As I shift my hips, the comforter rustles, and the noise snaps me back into reality.
What just happened?
The gin must be getting to me, or the unexpected apology, or maybe it’s the fact that I haven’t been in the proximity of an objectively attractive male body attached to an objectively smart and, accordingly attractive, brain in a long time.
Whatever the reason, my synapses seem to be going haywire.
Lewis lowers my hand onto the empty square of comforter between us, runs his fingers over my knuckles once, and then, eyes flashing at the darkened window, says, “I think it’s stopped raining,” as if we’re in the midst of a regular conversation and not at the tail end of a strangely intimate moment that colleagues, even if they’re in a fake relationship, shouldn’t be having.
His touch echoes against my skin. My insides are molten with the memory of his gaze, and now the room feels even smaller than when we entered it, like a tiny little shoebox that is too small to allow me the arm’s length at which I like to keep him, apology or not.
I have no clue how to define what just happened, which is why I need to get out of here. Now. I surge from the bed and pace across the room where, to my relief, the rain has indeed stopped drumming against the window.
“I should go,” I announce, rummaging through my bag for my phone.
“Sure. Should I order you a car?”
“Already on it.” My thumb flies over the screen, and I’m glad for the excuse to avoid looking at him. “It’ll be here in a few minutes.” I keep my head down as Lewis slides his legs over the edge of the bed, his sweatpants riding up to reveal abare ankle, and dear god, I need distance to talk some sense into my hormonal brain. “You don’t have to walk me downstairs,” I rush to say, my voice panicked.
“I—”
“Please.”
I must sound desperate enough, or maybe he notes my choppy movements as I pull on my sneakers, still wet from the rain, because he stops insisting and watches me instead as I tie the laces. “You know, it wasn’t a joke.”
My head whips up. “What?” I swear I can feel the beat of my heart against my vocal cords. What just happened didn’t feel like a joke to me, either, but I’d still rather not talk about it.
Lewis clears his throat but pauses long enough for me to grab my purse and the bag with my wet clothes. When I straighten, he looks down at his feet. His eyebrows slot toward each other. “The stuff about studying business and playing golf.”
Back in the elevator, the same generic jazz music that was playing when we walked into the hotel washes over me, but I know something monumental has changed since Lewis and I rode up to his room together.
Now, I’m wearing his clothes, wrapped up in his scent.
Now, I’m relieved, intrigued, and confused where the shift we’ve undergone tonight is going to take us.
Chapter Eleven
When I walk up Broadway the next morning, Lewis is waiting in front of the Korean grocery store and drinking his takeaway coffee with the devoted attention of someone who hasn’t had a full night’s sleep in years. A pair of sunglasses sits in the cushion of his hair, and he’s paired his tan chinos with a white-and-blue-striped shirt, the collar crisp and, to no one’s surprise, the top two buttons undone.
Does he even know about the existence of those two buttons?
I spot him before he notices me, and as I approach, my brain slides right back into the spiral it started last night, when I shot him a simpleI got home okaytext and didn’t hear back. All night, I’d gone back and forth over the events of the evening. It’d felt so good to finally vent my anger at him, hear his apology, and understand he’d wanted things to go differently, too. I know all of this should be more important than what happened after, but it was the pressure of Lewis’s lips and the nip of his teeth that burned in my memory and kept me tossing and turning in bed until early morning.
Why did he do it?
And why did I like it?
“Frances,” Lewis calls and waves, though at this point I’m already standing in front of him. It’s as if his limbs are operating at a ten-second lag. “Hi.”
I switch my bag to my other shoulder. “Hi,” I echo, and he leans forward as if to kiss my cheek, and I stretch out my hand to hug his shoulders, but in the end, we just hover around each other.
“Uh,” I say, wondering if smooth Lewis, who ate straight out of my hands yesterday, was a figment of a few misfiring neurons.
Lewis clears his throat and blushes. I resort to plucking his coffee out of his hands, if only to end this horrible moment, but he shifts back, sending my fingertips to brush against his stomach. At the contact, my belly loops into a somersault.
“Uh,” I repeat. Believe it or not, I have a PhD.
Our awkward dance doesn’t end there. Lewis tries to pick something up from the floor but fails to account for how closely we stand together, and his chin hits my shoulder, while his nose skirts over my skin in the V of my silk blouse.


Assignment -> Please write out all of the entries exactly as they appear.

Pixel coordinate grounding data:
——

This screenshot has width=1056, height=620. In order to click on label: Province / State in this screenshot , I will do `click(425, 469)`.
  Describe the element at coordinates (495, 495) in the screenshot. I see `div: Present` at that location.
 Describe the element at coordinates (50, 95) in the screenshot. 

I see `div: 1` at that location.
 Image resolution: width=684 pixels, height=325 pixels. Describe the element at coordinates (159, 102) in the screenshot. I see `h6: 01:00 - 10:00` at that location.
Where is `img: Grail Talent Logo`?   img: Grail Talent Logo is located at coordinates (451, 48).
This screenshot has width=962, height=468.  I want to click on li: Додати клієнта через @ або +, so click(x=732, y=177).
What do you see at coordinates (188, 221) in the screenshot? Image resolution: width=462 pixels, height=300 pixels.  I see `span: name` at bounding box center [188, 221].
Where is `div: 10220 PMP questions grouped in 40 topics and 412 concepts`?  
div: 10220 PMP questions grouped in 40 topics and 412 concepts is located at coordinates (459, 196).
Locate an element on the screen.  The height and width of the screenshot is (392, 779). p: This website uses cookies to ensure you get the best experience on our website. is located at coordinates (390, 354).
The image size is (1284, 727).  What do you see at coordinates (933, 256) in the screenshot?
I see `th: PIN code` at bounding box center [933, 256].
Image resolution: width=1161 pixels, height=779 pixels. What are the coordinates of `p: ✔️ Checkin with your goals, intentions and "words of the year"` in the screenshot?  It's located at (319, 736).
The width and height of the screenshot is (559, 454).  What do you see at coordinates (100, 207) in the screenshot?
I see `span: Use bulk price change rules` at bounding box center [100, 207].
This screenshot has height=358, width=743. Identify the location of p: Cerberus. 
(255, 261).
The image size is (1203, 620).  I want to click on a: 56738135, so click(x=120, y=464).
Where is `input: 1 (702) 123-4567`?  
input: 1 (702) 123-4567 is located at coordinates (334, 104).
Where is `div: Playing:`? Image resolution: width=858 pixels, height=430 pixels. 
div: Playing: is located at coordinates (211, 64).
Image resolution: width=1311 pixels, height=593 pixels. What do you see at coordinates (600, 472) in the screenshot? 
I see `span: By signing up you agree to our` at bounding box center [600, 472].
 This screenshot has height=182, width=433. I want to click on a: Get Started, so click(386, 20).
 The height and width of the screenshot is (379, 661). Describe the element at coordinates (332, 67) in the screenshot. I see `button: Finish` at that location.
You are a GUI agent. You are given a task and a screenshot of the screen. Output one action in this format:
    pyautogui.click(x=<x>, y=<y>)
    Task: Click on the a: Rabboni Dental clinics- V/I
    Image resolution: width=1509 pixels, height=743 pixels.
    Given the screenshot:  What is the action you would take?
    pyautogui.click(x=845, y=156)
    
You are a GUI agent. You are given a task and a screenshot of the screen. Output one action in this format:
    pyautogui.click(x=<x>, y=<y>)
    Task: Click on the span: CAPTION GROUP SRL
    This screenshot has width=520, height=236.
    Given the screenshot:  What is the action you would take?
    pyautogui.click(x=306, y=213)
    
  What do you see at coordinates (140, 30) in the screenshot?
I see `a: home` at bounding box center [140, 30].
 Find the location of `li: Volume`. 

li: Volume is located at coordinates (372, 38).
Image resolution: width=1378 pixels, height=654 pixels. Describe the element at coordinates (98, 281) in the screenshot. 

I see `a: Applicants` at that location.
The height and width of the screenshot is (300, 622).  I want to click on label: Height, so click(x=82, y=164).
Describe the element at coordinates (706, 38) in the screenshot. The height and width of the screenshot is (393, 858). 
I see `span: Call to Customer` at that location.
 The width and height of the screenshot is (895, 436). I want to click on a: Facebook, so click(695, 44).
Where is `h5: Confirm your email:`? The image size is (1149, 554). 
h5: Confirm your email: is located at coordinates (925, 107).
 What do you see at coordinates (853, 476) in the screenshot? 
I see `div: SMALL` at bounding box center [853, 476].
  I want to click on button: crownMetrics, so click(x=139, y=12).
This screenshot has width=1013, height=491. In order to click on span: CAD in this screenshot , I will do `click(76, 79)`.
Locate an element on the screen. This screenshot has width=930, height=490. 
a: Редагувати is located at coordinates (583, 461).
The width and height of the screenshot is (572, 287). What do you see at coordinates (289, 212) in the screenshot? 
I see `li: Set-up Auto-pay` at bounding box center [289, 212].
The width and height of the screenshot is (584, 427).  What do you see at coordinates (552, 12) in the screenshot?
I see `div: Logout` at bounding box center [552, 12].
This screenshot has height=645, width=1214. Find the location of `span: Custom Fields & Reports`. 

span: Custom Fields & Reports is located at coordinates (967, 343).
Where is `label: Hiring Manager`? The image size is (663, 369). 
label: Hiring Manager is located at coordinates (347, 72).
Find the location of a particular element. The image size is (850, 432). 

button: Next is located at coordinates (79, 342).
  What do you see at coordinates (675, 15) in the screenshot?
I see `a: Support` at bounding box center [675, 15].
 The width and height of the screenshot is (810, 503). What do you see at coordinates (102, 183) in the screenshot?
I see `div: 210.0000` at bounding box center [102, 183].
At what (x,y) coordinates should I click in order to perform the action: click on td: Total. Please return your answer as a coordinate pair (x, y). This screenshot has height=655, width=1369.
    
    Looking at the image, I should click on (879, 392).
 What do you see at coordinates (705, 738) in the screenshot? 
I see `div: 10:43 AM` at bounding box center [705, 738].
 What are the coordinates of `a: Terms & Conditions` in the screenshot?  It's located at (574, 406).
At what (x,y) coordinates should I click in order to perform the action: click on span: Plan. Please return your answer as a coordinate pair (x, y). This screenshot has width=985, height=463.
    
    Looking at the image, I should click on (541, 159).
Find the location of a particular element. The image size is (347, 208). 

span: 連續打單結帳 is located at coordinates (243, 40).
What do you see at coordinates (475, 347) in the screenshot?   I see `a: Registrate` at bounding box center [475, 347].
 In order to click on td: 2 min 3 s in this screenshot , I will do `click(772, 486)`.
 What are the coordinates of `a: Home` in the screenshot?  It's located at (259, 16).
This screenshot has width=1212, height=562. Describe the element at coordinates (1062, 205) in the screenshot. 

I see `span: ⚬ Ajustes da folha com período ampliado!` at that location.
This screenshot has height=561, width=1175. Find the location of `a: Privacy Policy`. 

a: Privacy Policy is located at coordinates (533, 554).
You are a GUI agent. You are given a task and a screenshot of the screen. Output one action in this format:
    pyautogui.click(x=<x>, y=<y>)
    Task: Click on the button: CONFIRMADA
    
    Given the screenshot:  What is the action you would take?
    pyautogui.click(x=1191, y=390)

——

Exercise response ->
This screenshot has width=1056, height=620. In order to click on label: Province / State in this screenshot , I will do `click(425, 469)`.
  Describe the element at coordinates (495, 495) in the screenshot. I see `div: Present` at that location.
 Describe the element at coordinates (50, 95) in the screenshot. 

I see `div: 1` at that location.
 Image resolution: width=684 pixels, height=325 pixels. Describe the element at coordinates (159, 102) in the screenshot. I see `h6: 01:00 - 10:00` at that location.
Where is `img: Grail Talent Logo`?   img: Grail Talent Logo is located at coordinates (451, 48).
This screenshot has width=962, height=468.  I want to click on li: Додати клієнта через @ або +, so click(x=732, y=177).
What do you see at coordinates (188, 221) in the screenshot? Image resolution: width=462 pixels, height=300 pixels.  I see `span: name` at bounding box center [188, 221].
Where is `div: 10220 PMP questions grouped in 40 topics and 412 concepts`?  
div: 10220 PMP questions grouped in 40 topics and 412 concepts is located at coordinates (459, 196).
Locate an element on the screen.  The height and width of the screenshot is (392, 779). p: This website uses cookies to ensure you get the best experience on our website. is located at coordinates (390, 354).
The image size is (1284, 727).  What do you see at coordinates (933, 256) in the screenshot?
I see `th: PIN code` at bounding box center [933, 256].
Image resolution: width=1161 pixels, height=779 pixels. What are the coordinates of `p: ✔️ Checkin with your goals, intentions and "words of the year"` in the screenshot?  It's located at (319, 736).
The width and height of the screenshot is (559, 454).  What do you see at coordinates (100, 207) in the screenshot?
I see `span: Use bulk price change rules` at bounding box center [100, 207].
This screenshot has height=358, width=743. Identify the location of p: Cerberus. 
(255, 261).
The image size is (1203, 620).  I want to click on a: 56738135, so click(x=120, y=464).
Where is `input: 1 (702) 123-4567`?  
input: 1 (702) 123-4567 is located at coordinates (334, 104).
Where is `div: Playing:`? Image resolution: width=858 pixels, height=430 pixels. 
div: Playing: is located at coordinates (211, 64).
Image resolution: width=1311 pixels, height=593 pixels. What do you see at coordinates (600, 472) in the screenshot? 
I see `span: By signing up you agree to our` at bounding box center [600, 472].
 This screenshot has height=182, width=433. I want to click on a: Get Started, so click(386, 20).
 The height and width of the screenshot is (379, 661). Describe the element at coordinates (332, 67) in the screenshot. I see `button: Finish` at that location.
You are a GUI agent. You are given a task and a screenshot of the screen. Output one action in this format:
    pyautogui.click(x=<x>, y=<y>)
    Task: Click on the a: Rabboni Dental clinics- V/I
    Image resolution: width=1509 pixels, height=743 pixels.
    Given the screenshot:  What is the action you would take?
    pyautogui.click(x=845, y=156)
    
You are a GUI agent. You are given a task and a screenshot of the screen. Output one action in this format:
    pyautogui.click(x=<x>, y=<y>)
    Task: Click on the span: CAPTION GROUP SRL
    This screenshot has width=520, height=236.
    Given the screenshot:  What is the action you would take?
    pyautogui.click(x=306, y=213)
    
  What do you see at coordinates (140, 30) in the screenshot?
I see `a: home` at bounding box center [140, 30].
 Find the location of `li: Volume`. 

li: Volume is located at coordinates (372, 38).
Image resolution: width=1378 pixels, height=654 pixels. Describe the element at coordinates (98, 281) in the screenshot. 

I see `a: Applicants` at that location.
The height and width of the screenshot is (300, 622).  I want to click on label: Height, so click(x=82, y=164).
Describe the element at coordinates (706, 38) in the screenshot. The height and width of the screenshot is (393, 858). 
I see `span: Call to Customer` at that location.
 The width and height of the screenshot is (895, 436). I want to click on a: Facebook, so click(695, 44).
Where is `h5: Confirm your email:`? The image size is (1149, 554). 
h5: Confirm your email: is located at coordinates (925, 107).
 What do you see at coordinates (853, 476) in the screenshot? 
I see `div: SMALL` at bounding box center [853, 476].
  I want to click on button: crownMetrics, so click(x=139, y=12).
This screenshot has width=1013, height=491. In order to click on span: CAD in this screenshot , I will do `click(76, 79)`.
Locate an element on the screen. This screenshot has width=930, height=490. 
a: Редагувати is located at coordinates (583, 461).
The width and height of the screenshot is (572, 287). What do you see at coordinates (289, 212) in the screenshot? 
I see `li: Set-up Auto-pay` at bounding box center [289, 212].
The width and height of the screenshot is (584, 427).  What do you see at coordinates (552, 12) in the screenshot?
I see `div: Logout` at bounding box center [552, 12].
This screenshot has height=645, width=1214. Find the location of `span: Custom Fields & Reports`. 

span: Custom Fields & Reports is located at coordinates (967, 343).
Where is `label: Hiring Manager`? The image size is (663, 369). 
label: Hiring Manager is located at coordinates (347, 72).
Find the location of a particular element. The image size is (850, 432). 

button: Next is located at coordinates (79, 342).
  What do you see at coordinates (675, 15) in the screenshot?
I see `a: Support` at bounding box center [675, 15].
 The width and height of the screenshot is (810, 503). What do you see at coordinates (102, 183) in the screenshot?
I see `div: 210.0000` at bounding box center [102, 183].
At what (x,y) coordinates should I click in order to perform the action: click on td: Total. Please return your answer as a coordinate pair (x, y). This screenshot has height=655, width=1369.
    
    Looking at the image, I should click on (879, 392).
 What do you see at coordinates (705, 738) in the screenshot? 
I see `div: 10:43 AM` at bounding box center [705, 738].
 What are the coordinates of `a: Terms & Conditions` in the screenshot?  It's located at (574, 406).
At what (x,y) coordinates should I click in order to perform the action: click on span: Plan. Please return your answer as a coordinate pair (x, y). This screenshot has width=985, height=463.
    
    Looking at the image, I should click on (541, 159).
Find the location of a particular element. The image size is (347, 208). 

span: 連續打單結帳 is located at coordinates (243, 40).
What do you see at coordinates (475, 347) in the screenshot?   I see `a: Registrate` at bounding box center [475, 347].
 In order to click on td: 2 min 3 s in this screenshot , I will do `click(772, 486)`.
 What are the coordinates of `a: Home` in the screenshot?  It's located at (259, 16).
This screenshot has width=1212, height=562. Describe the element at coordinates (1062, 205) in the screenshot. 

I see `span: ⚬ Ajustes da folha com período ampliado!` at that location.
This screenshot has height=561, width=1175. Find the location of `a: Privacy Policy`. 

a: Privacy Policy is located at coordinates (533, 554).
You are a GUI agent. You are given a task and a screenshot of the screen. Output one action in this format:
    pyautogui.click(x=<x>, y=<y>)
    Task: Click on the button: CONFIRMADA
    
    Given the screenshot:  What is the action you would take?
    pyautogui.click(x=1191, y=390)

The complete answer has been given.